The arch-doomster Paul Ehrlich ludicrously forecast in 1981 that half the world’s species would be lost by 2000, suggesting that by around now virtually none might be left. More respectably, a 1998 survey found that 70 per cent of biologists thought a fifth of all species would be extinct by 2030. Many experts now estimate that the world is losing 5 per cent a decade, which means the number would halve by 2150. But the new paper puts it at just 1 per cent.

It reckons that conservation measures have made a big difference, that many species hang on longer than expected, and that many tropical forest ones manage to move to the trees that regenerate once cleared land is abandoned.

Many scientists will dispute this optimism. And even the paper agrees that “a human-caused mass extinction” is under way. Besides, its authors add that climate change threatens to make a dramatic difference, especially when combined with the habitat loss that is already taking place. If the world misses its vanishing goal of keeping warming beneath two degrees centigrade, says one – Prof Nigel Stork, of Griffith University, Brisbane – the dire predictions will turn out to be true after all.

But at least – if Lord May and his colleagues are right – we have a chance to avoid the mass extinction that once seemed inevitable.

Heart and lung deaths linked to decline in tree population

Laughter, they say, is the best medicine. But a new study suggests that the most unexpectedly effective treatment might, instead, be trees.

The research, published in the American Journal of Preventive Medicine, found that deaths from heart and respiratory diseases rose in 1,296 US counties when an imported pest, the emerald ash borer, killed tens of millions of trees – sometimes entirely denuding once-leafy streets.

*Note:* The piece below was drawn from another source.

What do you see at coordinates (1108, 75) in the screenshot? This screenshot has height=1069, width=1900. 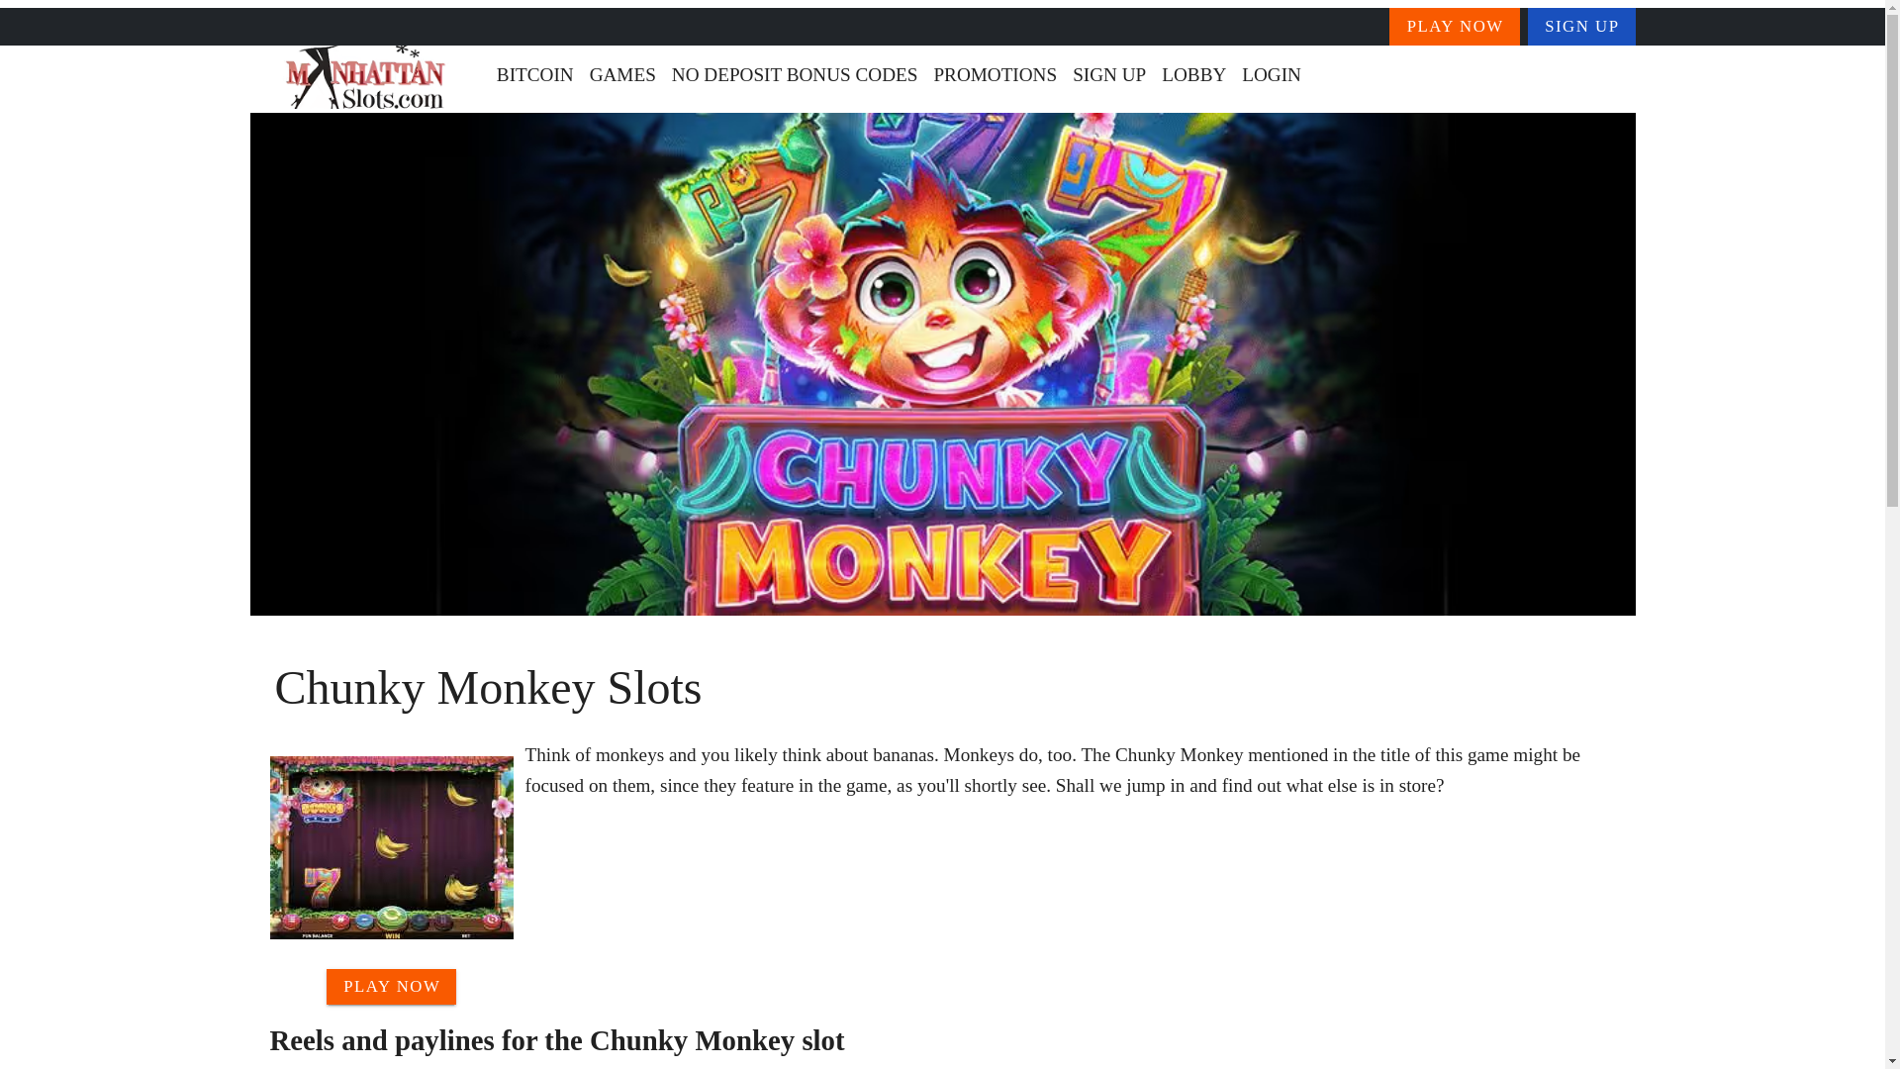 I see `SIGN UP` at bounding box center [1108, 75].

Far-fetched? Maybe, but trees do decrease stress: another US study found that hospital patients with views of them recovered faster and required less medicine than those whose windows looked on to a brick wall. And trees reduce air pollution and encourage outdoor activity, further reasons – the researchers think – why more people perished when the pest struck.

Studies have found that people living in leafier areas are healthier, but this could just be because they also tend to be richer. However, the new research stands this apparent advantage on its head: the richest people – who lived in the greenest surroundings and thus lost the most ash – suffered the greatest casualties when the trees died.

As ash dieback spreads through the shires, should we fear more residents, er, dropping off the twig?

As the Green Deal goes live, does it have enough support?

On Monday, the Government launches one of David Cameron’s pet projects. Indeed, he thought up its name. But even its friends fear the Green Deal will be another omnishambles.

It’s a good idea – lending people money up front to improve the energy efficiency of their homes, who pay back a proportion of the savings via their energy bills. But so far, as this newspaper reported this week, only five households have signed up. Ministers believe a publicity drive and a “cashback” offer that can give adopters hundreds of pounds immediately will turn things round.

But critics say the interest rates charged – though much lower than those applied to credit cards – are too steep to be attractive. And Eric Pickles, the Communities Secretary, dealt the scheme a deadly blow by scrapping the main measure that had been planned to drive it forward: a requirement that people building extensions to their homes also improve the efficiency of the original building. So badly did he do it that he is likely to face a judicial review.

This Government has been the first to take energy efficiency seriously, but now risks looking incompetent (again). Time for the Prime Minister to intervene?